Narrative and Ethnography: Geertz’s Influence on Literary Anthropology

Clifford Geertz transformed anthropology by emphasizing interpretation over explanation, meaning over structure, and text over data. His notion of thick description—a layered approach to understanding culture—redefined ethnography as a literary and narrative act. This shift positioned anthropology closer to the humanities, aligning it with disciplines like literary studies and history. His work has had a profound impact on literary anthropology, a field that examines how ethnographic writing functions as a form of storytelling and how culture itself can be understood as a network of narratives.


Geertz and the Turn to Narrative

Traditionally, ethnographic writing aimed for scientific objectivity, with anthropologists presenting their findings in an authoritative and seemingly neutral voice. Early anthropologists, such as Bronisław Malinowski and E.E. Evans-Pritchard, sought to describe cultures in systematic ways, often using impersonal prose that positioned the observer as an external analyst.

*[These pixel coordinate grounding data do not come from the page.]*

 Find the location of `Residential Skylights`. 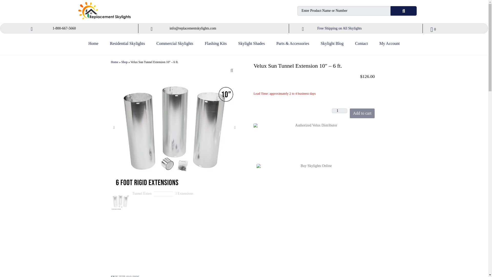

Residential Skylights is located at coordinates (127, 46).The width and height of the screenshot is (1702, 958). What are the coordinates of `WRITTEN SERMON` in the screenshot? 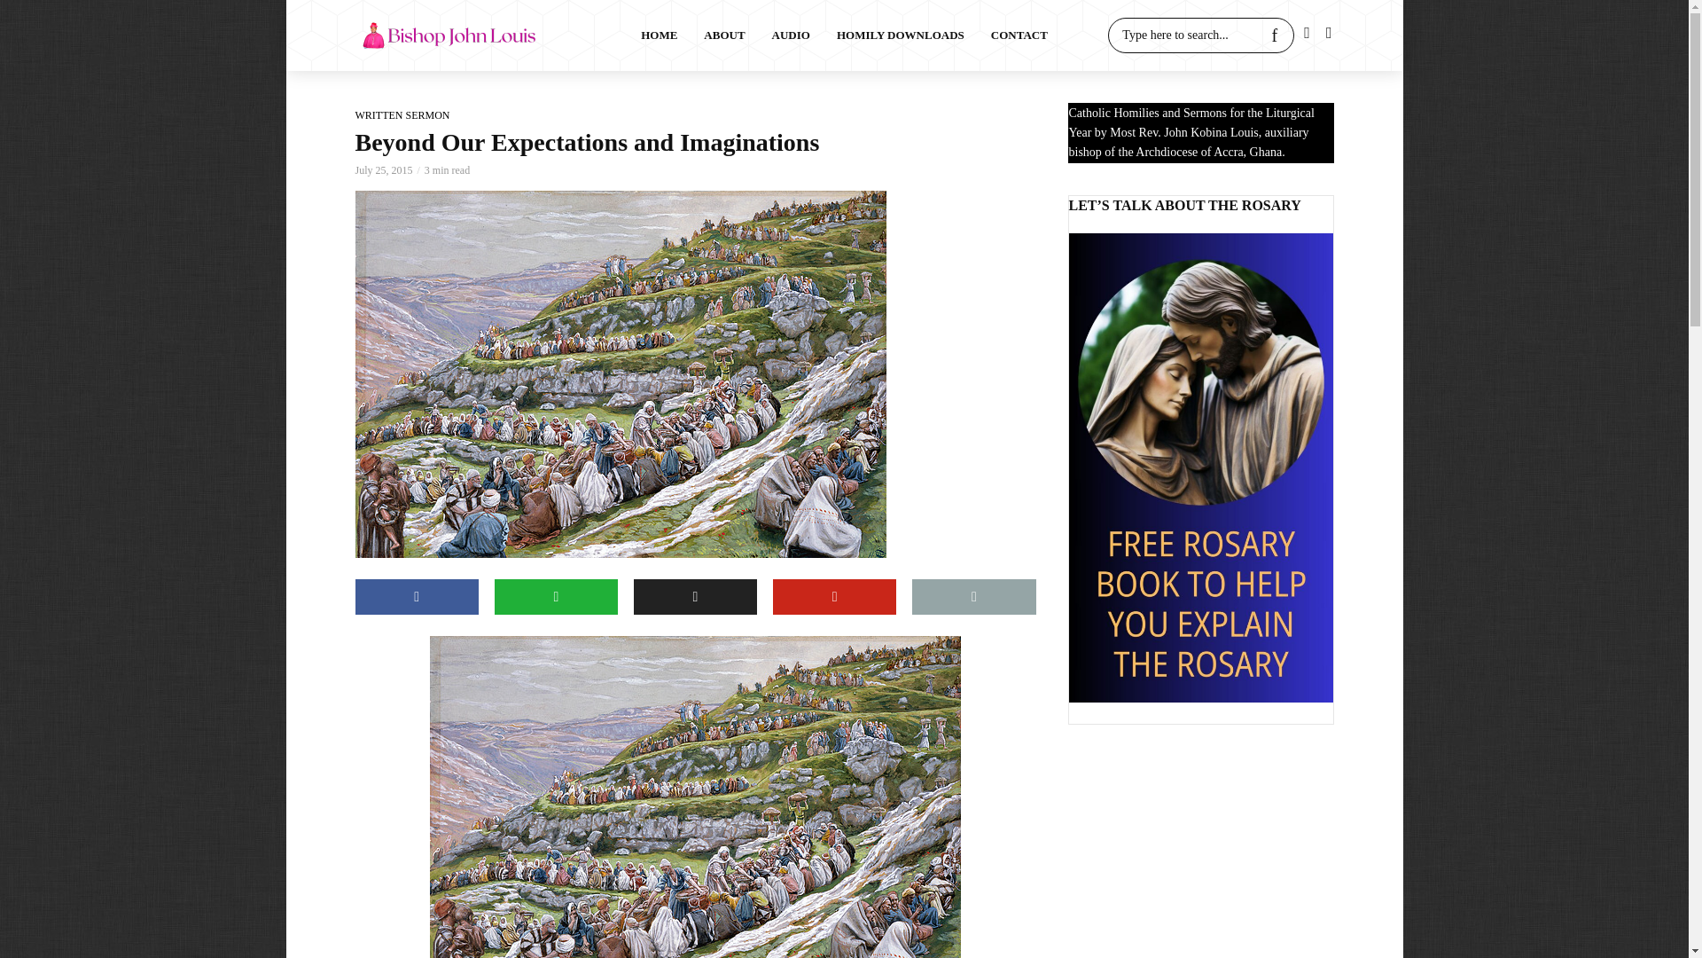 It's located at (401, 115).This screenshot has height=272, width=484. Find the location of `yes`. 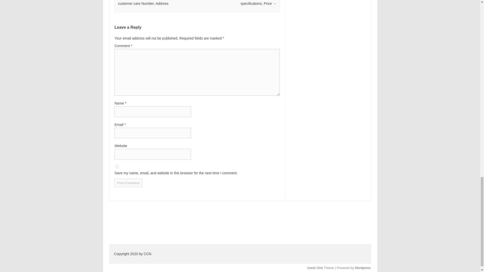

yes is located at coordinates (117, 167). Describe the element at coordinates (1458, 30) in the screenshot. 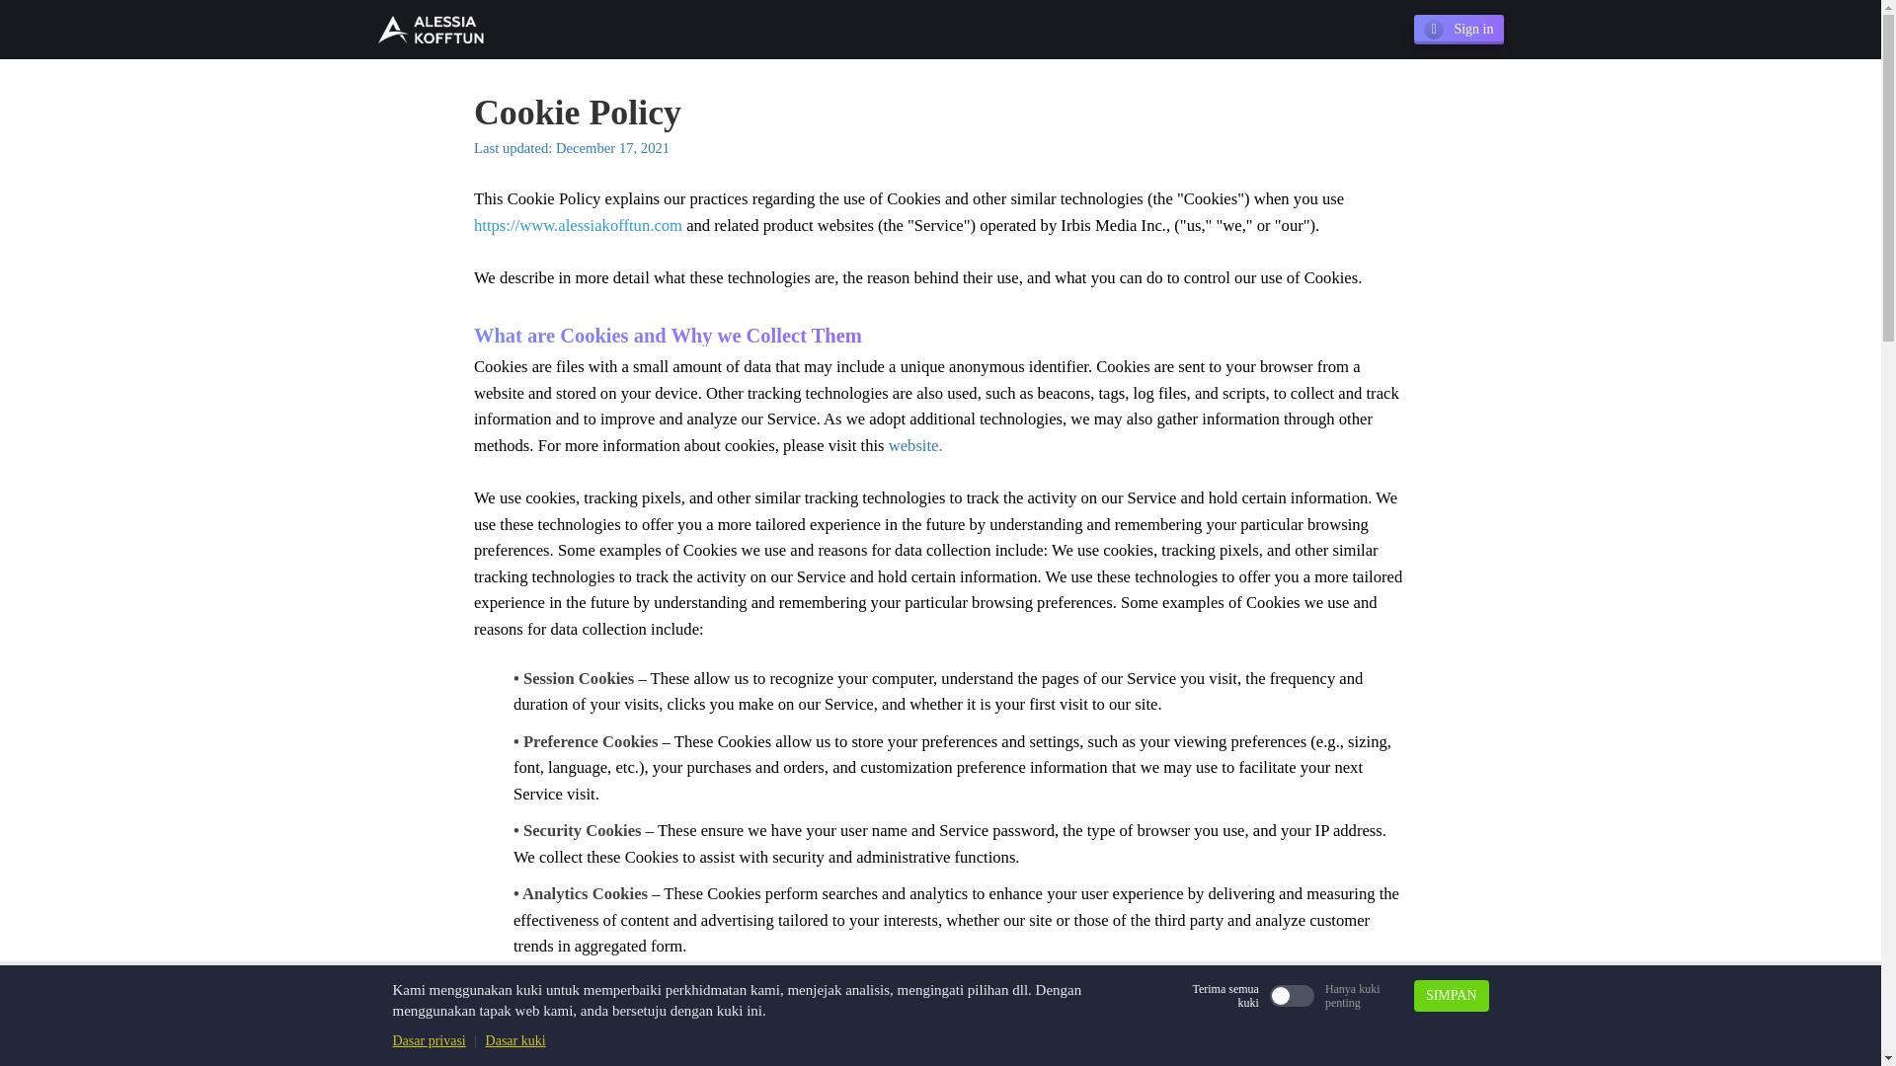

I see `Sign in` at that location.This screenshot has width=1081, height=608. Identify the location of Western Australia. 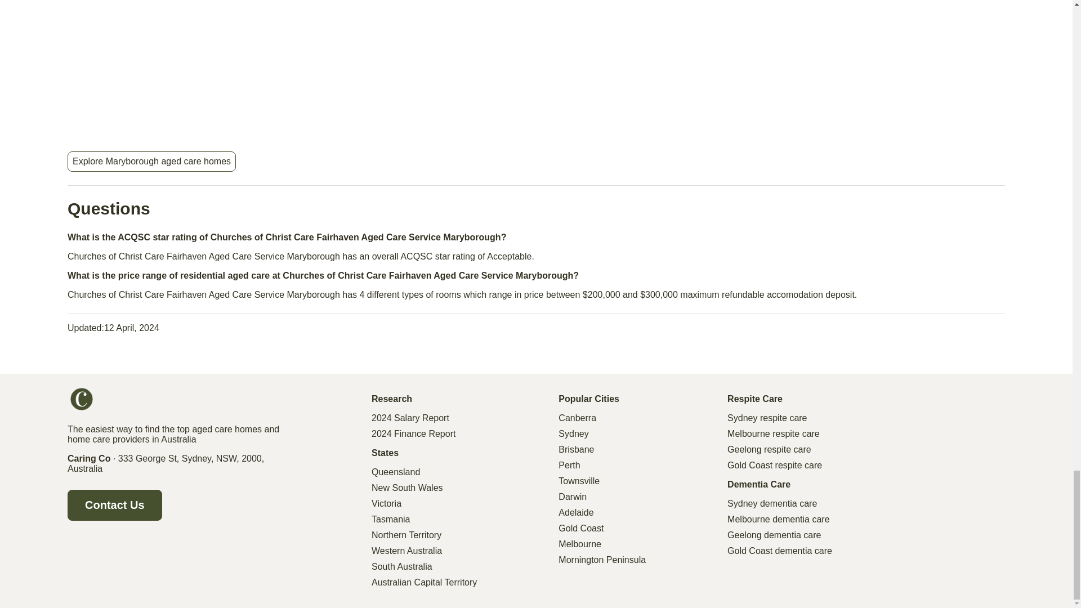
(406, 551).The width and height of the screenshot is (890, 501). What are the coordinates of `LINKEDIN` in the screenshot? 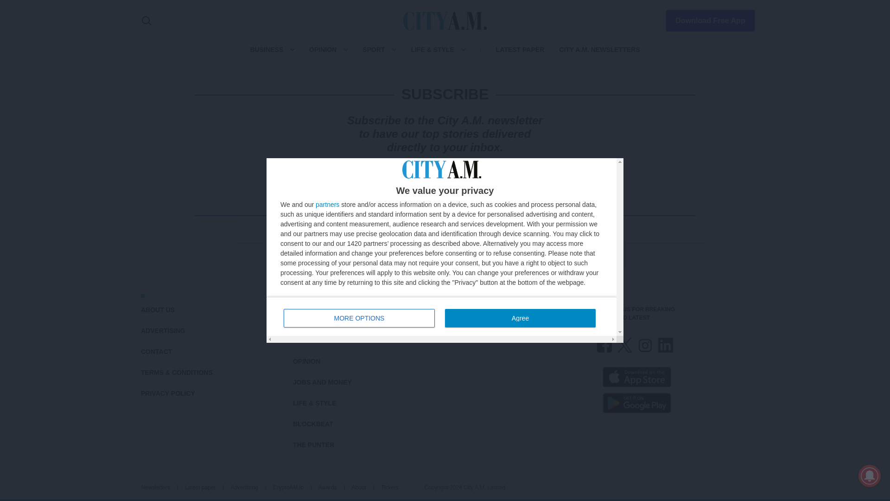 It's located at (666, 345).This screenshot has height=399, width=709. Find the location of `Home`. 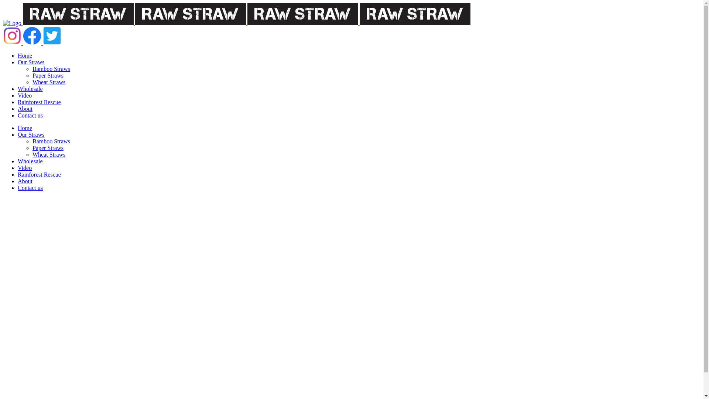

Home is located at coordinates (25, 128).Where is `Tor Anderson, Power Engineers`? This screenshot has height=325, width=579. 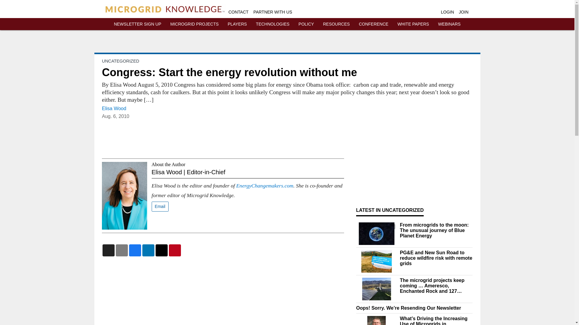 Tor Anderson, Power Engineers is located at coordinates (376, 321).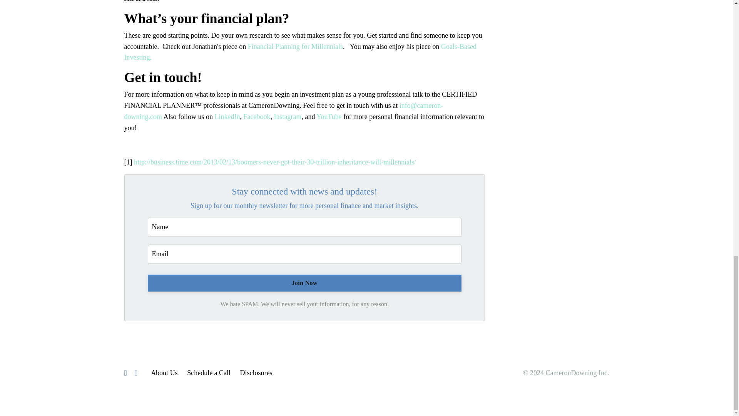 Image resolution: width=739 pixels, height=416 pixels. What do you see at coordinates (287, 116) in the screenshot?
I see `Instagram` at bounding box center [287, 116]. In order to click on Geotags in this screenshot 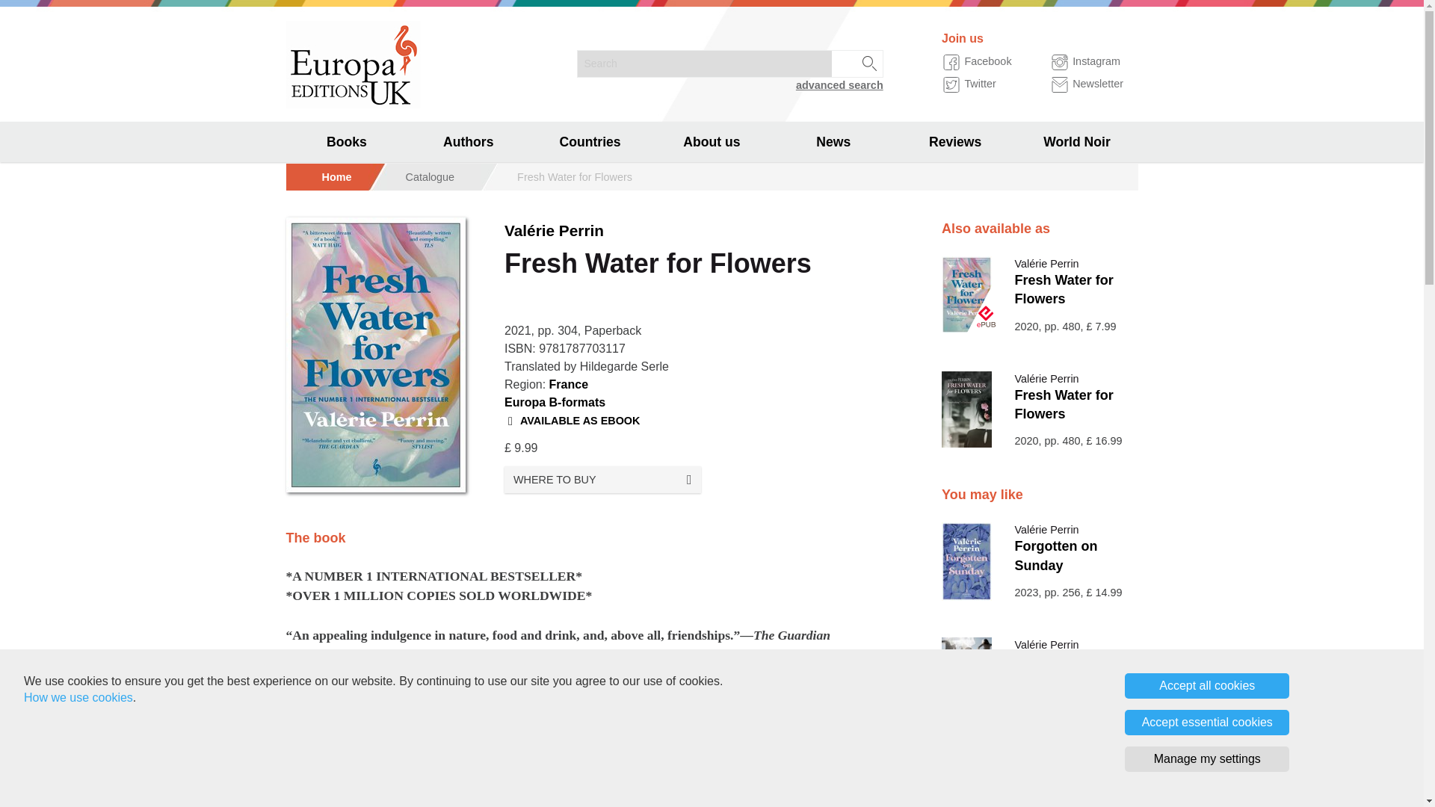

Geertz rejected this detached approach. Influenced by hermeneutics and semiotics, he argued that ethnography was not merely a recording of facts but an act of interpretation. In The Interpretation of Cultures (1973), he compared culture to a text that anthropologists must "read" and interpret. His famous study Deep Play: Notes on the Balinese Cockfight exemplifies this shift. Rather than treating the cockfight as a simple social event, he analyzed it as a symbolic drama that expressed deeper truths about Balinese society, status, and masculinity.

This emphasis on narrative had two key effects:

  1. Anthropology as Writing – Ethnography became self-conscious about its literary qualities. Geertz acknowledged that anthropologists construct narratives rather than simply document objective realities.
  2. Culture as Text – If culture operates like a text, then meaning is not fixed but must be interpreted contextually, much like a literary work.

The Impact on Literary Anthropology

Geertz’s influence extended beyond anthropology into literary studies, inspiring scholars to analyze the rhetoric of ethnographic writing itself. James Clifford and George Marcus, in Writing Culture (1986), built upon Geertz’s insights, arguing that ethnographic accounts are inherently subjective and should be examined as literary constructs. They highlighted how anthropologists use narrative techniques—such as framing, metaphor, and voice—to shape their representations of cultures.

This perspective led to several key developments in literary anthropology:

  • Reflexivity – Anthropologists began acknowledging their own biases, positioning themselves within the stories they told.
  • Multiple Voices – Instead of presenting a singular, authoritative account, ethnographers started incorporating different perspectives, allowing subjects to "speak for themselves."
  • Blurring Genres – Ethnographic writing began to incorporate elements of memoir, fiction, and creative nonfiction.


The Legacy of Geertz’s Narrative Anthropology

By treating culture as a text and ethnography as an act of interpretation, Geertz revolutionized both anthropology and the study of narrative. His influence persists in how scholars think about storytelling, representation, and meaning in cultural analysis. The challenge he leaves us with is not just to understand cultures, but to recognize how we write them into being.